Monday, June 18, 2007

 

Bob’s Business Book Klub



You’re a member of management’s inner-circle. You’re pledge master of Chew & Jaw, the loading dock smoking, gossiping and pink slip marching society. You’re the president of your office’s chapter of the Mary Kate Olsen Fan Club. Yet, there is one organization to which you don’t belong – Bob’s Book Klub.

In Bob’s Book Klub we read the latest, hottest and most delightfully useless business books published by Berrett-Koehler, the big business book publisher out of San Francisco. According to their Fall 2007 catalog, BK business books “promote progressive leadership and management practices, socially responsible approaches to business, and human and effective organizations.”

More important, they regularly ship me a shiny, four-color catalog that fits perfectly under the wobbly, northeast leg of my Aeron chair, making it possible for me to lean back and nap through the afternoon without fear of falling over and banging my head on my feng shui fountain. If that isn’t promoting progressive leadership, I don’t know what is.

I’ve been receiving the Berrett-Koehler catalog for years now, and have never given the company its props. With the humiliating disclosure that the editorial staff at B-K has repeatedly rejected my own proposal for a business best seller, “The Coffee Room Cook Book, 316 Low Cost Meals You Can Make With Food Scrounged from Your Company’s Kelvinator,” here are some of the new business books that will be falling like crimson and gold leaves this fall.

“Know Can Do,” by Ken Blanchard, Paul J. Meyer and Dick Ruth is the leading entry in the Fall 2007 catalog and it’s easy to see why. Mr. Blanchard is the “best selling author whose books have sold more than 18 million copies worldwide.” And, let me proudly add, at least six of these 18 million books have actually been read!

“Written in the entertaining fable format Blanchard has made famous,” it’s clear that “Know Can Do” will sit proudly on your desk top, gathering dust for decades, as visitors to your office notice that you, too, are dumb enough to have shelled out $19.95 for a book as thin as Mary Kate’s thigh, and not half as entertaining.

“You’ll find out how to adjust your brain’s filtering system,” is just one of the promises of this exciting new volume, but who needs that? After years of fine-tuning your brain’s filtering system, it’s already impossible for you to be reached by any management communication, no matter how vaporous. Face it, Kenny-boy – we’ve worked hard to become non-thinking, non-feeling, non-productive robots at the office. Why change now?

“Getting There Early” by Bob Johansen is another exciting and important BK book I won’t be reading this year. Johansen is the “former CEO of The Institute of the Future.” I’m sure Mr. Johansen is a bright fellow, but you have to question why anyone would leave a job that would let you put “The Institute of the Future” on your business cards and baggage tags. The last person to have such a cool title was George Jetson at his firm, Spacely Space Sprockets.

According to the catalog, “‘Getting There Early” describes the Institute’s “three-step Foresight to Insight to Action Cycle that will allow readers to sense, make sense of, and win with dilemmas.” [To further thicken this stew, I should point out that, at the Institute, dilemmas are “recurring, complex, messy and puzzling situations.” Like every time your boss asks you to “step into her office.”]

Frankly, one has to wonder if you need a book to tell you how to “Get There Early.” As a master in the art of career fortune telling, do you really need someone to write “REDRUM” on your cubical wall to know that if you want to truly “Get There Early,” move right now to Bangalore, because, brother, that’s where your job is going to be.

“Gifts from the Mountain, Simple Truths for Life’s Complexities” by Eileen McDargh is the last of the new fall books to attract my attention. This collection of “pithy, profound and practical reflections” is heading straight to the top of my putrid, pathetic, and puerile reading list. Just don’t expect me to be reading Ms. McDargh’s “musings on wild onions or mosquitoes, river crossings or thunderbolts.” I’ll buy this BK business book, because at just 120 pages, it’s just the perfect size to throw at my boss’s head, the next time he cruises past my cube.

Now that’s a simple truth my mosquito-brain boss can really reflect on.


Exercise
Word for word, restate all of the records.

Top of Entries provided

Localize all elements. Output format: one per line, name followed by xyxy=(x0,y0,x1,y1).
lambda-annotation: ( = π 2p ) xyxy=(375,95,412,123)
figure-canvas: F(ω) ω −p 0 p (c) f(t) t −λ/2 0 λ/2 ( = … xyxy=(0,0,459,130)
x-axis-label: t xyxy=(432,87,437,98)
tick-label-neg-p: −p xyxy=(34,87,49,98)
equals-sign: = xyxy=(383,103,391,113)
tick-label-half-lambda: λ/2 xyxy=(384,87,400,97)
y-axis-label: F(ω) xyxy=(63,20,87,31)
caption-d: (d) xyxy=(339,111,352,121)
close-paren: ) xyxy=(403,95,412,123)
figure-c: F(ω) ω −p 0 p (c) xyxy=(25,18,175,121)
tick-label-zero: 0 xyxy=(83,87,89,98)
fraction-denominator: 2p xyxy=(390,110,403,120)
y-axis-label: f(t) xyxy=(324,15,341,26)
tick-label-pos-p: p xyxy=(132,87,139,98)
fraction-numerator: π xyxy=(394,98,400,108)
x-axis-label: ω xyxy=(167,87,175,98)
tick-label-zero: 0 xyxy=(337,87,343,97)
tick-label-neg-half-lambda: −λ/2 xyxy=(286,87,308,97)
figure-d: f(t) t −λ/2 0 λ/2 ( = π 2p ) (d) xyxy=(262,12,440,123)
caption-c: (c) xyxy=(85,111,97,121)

Bottom of Entries provided

Response for this exercise
Localize all elements. Output format: one per line, name followed by xyxy=(x0,y0,x1,y1).
lambda-annotation: ( = π 2p ) xyxy=(375,95,412,123)
figure-canvas: F(ω) ω −p 0 p (c) f(t) t −λ/2 0 λ/2 ( = … xyxy=(0,0,459,130)
x-axis-label: t xyxy=(432,87,437,98)
tick-label-neg-p: −p xyxy=(34,87,49,98)
equals-sign: = xyxy=(383,103,391,113)
tick-label-half-lambda: λ/2 xyxy=(384,87,400,97)
y-axis-label: F(ω) xyxy=(63,20,87,31)
caption-d: (d) xyxy=(339,111,352,121)
close-paren: ) xyxy=(403,95,412,123)
figure-c: F(ω) ω −p 0 p (c) xyxy=(25,18,175,121)
tick-label-zero: 0 xyxy=(83,87,89,98)
fraction-denominator: 2p xyxy=(390,110,403,120)
y-axis-label: f(t) xyxy=(324,15,341,26)
tick-label-pos-p: p xyxy=(132,87,139,98)
fraction-numerator: π xyxy=(394,98,400,108)
x-axis-label: ω xyxy=(167,87,175,98)
tick-label-zero: 0 xyxy=(337,87,343,97)
tick-label-neg-half-lambda: −λ/2 xyxy=(286,87,308,97)
figure-d: f(t) t −λ/2 0 λ/2 ( = π 2p ) (d) xyxy=(262,12,440,123)
caption-c: (c) xyxy=(85,111,97,121)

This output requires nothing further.